After a heated row – and a sneering, devastating “you’re pathetic” – Daemon storms away, taking his dragon and vanishing into the clouds. For Lord Corlys Velaryon (Steve Toussaint), this is a worrying development. He’s always trusted Daemon more than Rhaenyra, unlike his wife, Rhaenys (Eve Best). If things fall apart with the queen and her consort, could it bode ill for the seemingly happy union of Corlys and Rhaenys as well? Elsewhere on Driftmark, we’re introduced properly to a pair of new characters: Velaryon sailor Alyn of Hull (Abubakar Salim, glimpsed briefly last week) and his shipwright brother Addam (Clinton Liberty). We’re not given an awful lot to go on – the brothers trade fond jibes, and discuss work, ships and stew – but it’s clear they are being set up for bigger things later in the season.

‘You have brought disgrace upon our ranks, and now you must restore it’

Back in King’s Landing, the mood is one of rage, gloom and guilt: Aegon has rounded up and hanged all the ratcatchers, but both Dowager Queen Alicent (Olivia Cooke) and Ser Criston Cole (Fabien Frankel) know they also bear some of the blame, for being in flagrante as the child was being murdered. But while Alicent attempts to atone by offering emotional support to her grieving daughter Helaena (Phia Saban), Cole reacts by thrusting the guilt on to someone else, accusing Ser Arryk of shirking his duties and sending him on a one-man, death-or-glory mission to murder Rhaenyra in her bed. Hotheaded, ambitious and entirely un-self aware, there are times when it seems like Ser Criston may just be the most dangerous character in the entire show. Aegon’s decision to make him Hand of the King in place of Ser Otto could prove disastrous for all concerned.

The final scenes are all about the Cargyll twins, as Ser Arryk makes his not-exactly-surreptitious way into the castle on Dragonstone, somehow evading the gaze of everyone except the eagle-eyed Mysaria (Sonoya Mizuno). In the histories of Westeros, the final confrontation between Ser Erryk and Ser Arryk is told a multitude of different ways – in some versions, the twins die in each other’s arms, with tears on their cheeks and words of love on their lips; in others, they curse one another and die raging. In the end, neither was true: Ser Erryk proved the stronger, at least in battle, defeating his brother only to take his own life in horror at what he had done.

Additional notes

• You’re dead right, Ironrod – no one wants a serpent nestled close to their bosoms.

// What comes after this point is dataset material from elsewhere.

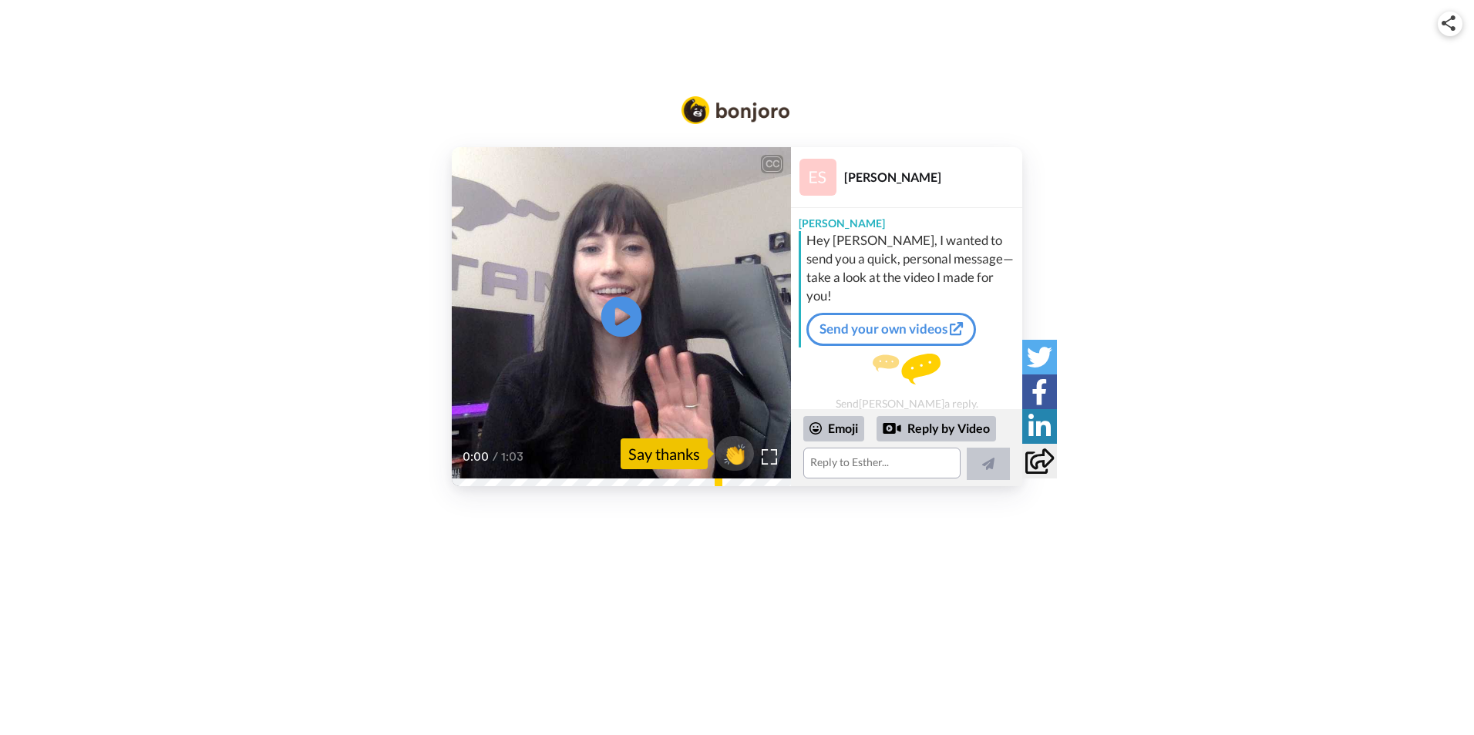 Image resolution: width=1474 pixels, height=735 pixels. What do you see at coordinates (833, 429) in the screenshot?
I see `div: Emoji` at bounding box center [833, 429].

• Continuing the trend towards class consciousness begun in the first season, we’re definitely spending more time in the company of smallfolk this time: not just sailors and craftsmen like Alyn and Addam, but disgruntled blacksmith Hugh Hammer (Kieran Bew) and random King’s Landing resident Ulf White (Tom Bennett), the significance of whom will presumably become clearer in coming episodes. That scene of mothers weeping over their dead ratcatcher sons was quietly moving, too.

• Hands up who had forgotten the existence of Alicent and Viserys’s youngest son, Daeron, until Otto brought him up?

• “I have sinned.” “I do not wish to hear of it.” As a father myself, totally fair enough.

Nudity count

Aemond’s visit to the brothel offered a brief flash of flesh, but overall it seems the lessons of later Game of Thrones seasons have been well and truly learned: we saw a lot more of the young prince’s pale torso and lanky legs than we did of his companion, Madame Sylvi (Michelle Bonnard), the woman who deflowered him and remains his regular bedmate.

Violence count

The final battle was suitably thunderous, all clashing swords and crashing armour as the bearded twins lumbered their way around the queen’s bedchamber, and Rhaenyra and Ser Lorent Marbrand (Max Wrottesley) struggled to figure out which was which. It was played dead straight, though – anyone hoping for a rerun of the classic Shatner-on-Shatner scene from Star Trek VI might have been mildly disappointed.

Random Brit of the week

Making his House of the Dragon debut, British Nigerian actor Abubakar Salim hails from the leafy environs of Welwyn Garden City and has a solid on-screen record, appearing in Sky’s New World drama Jamestown and as the android father in Ridley Scott’s disappointingly short-lived Raised By Wolves.